The autopsy and a broader investigation conducted by medical examiners in Florida inevitably left some questions without definitive answers. That reflects the limitations of a pathological examination and the uncertainties of clinical medicine. But what the inquiry did reveal leaves little doubt that death was the merciful finale to this tragic case.
The medical examiners found Ms. Schiavo's brain "profoundly atrophied," only half the normal size, and said that "no amount of therapy or treatment would have regenerated the massive loss of neurons." Although the autopsy could not definitively establish that Ms. Schiavo was in a persistent vegetative state, the findings were deemed "very consistent" with that diagnosis. She was completely blind and could not have swallowed food or water safely on her own. Those conclusions underscore how shallow and cynical were the judgments-from-afar by the Senate majority leader, Bill Frist, who is a doctor, and by other Republicans in Congress who contended that Ms. Schiavo looked responsive and that her condition might be amenable to treatment.
The medical investigation disproved paranoid theories that Michael Schiavo had injured his wife, either at the time of the accident or while she lay in medical institutions all those years. The autopsy was unable to pinpoint what caused her collapse in 1990, but the inquiry found no evidence of neglect, abuse, strangulation or other trauma. Nor did it find that any poison, drugs or other substances had been administered to her to hasten her death.

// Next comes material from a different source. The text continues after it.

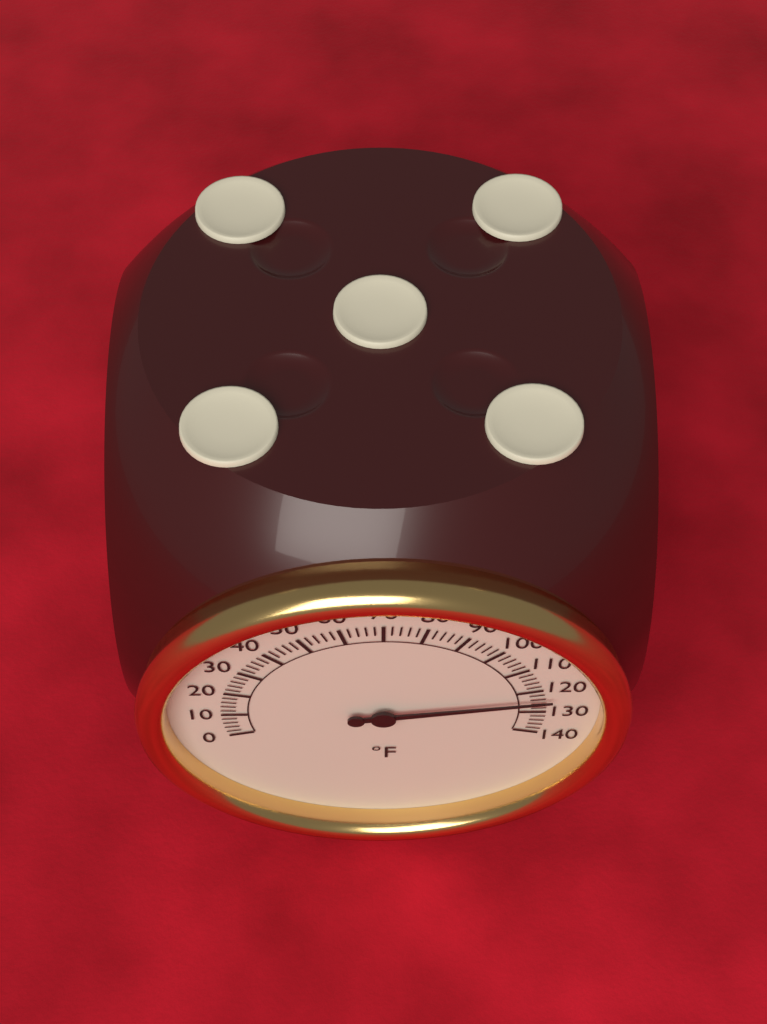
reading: 124 °F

The findings will not satisfy Ms. Schiavo's parents, who remain convinced that she interacted with them before her death and could have responded to treatment. The family's lawyer argued yesterday that Ms. Schiavo had not been facing imminent death when her feeding tube was withdrawn. That was true in the sense that she could have been kept alive with a feeding tube. But according to testimony from her husband that the courts found credible, such a life was not what she would have wanted.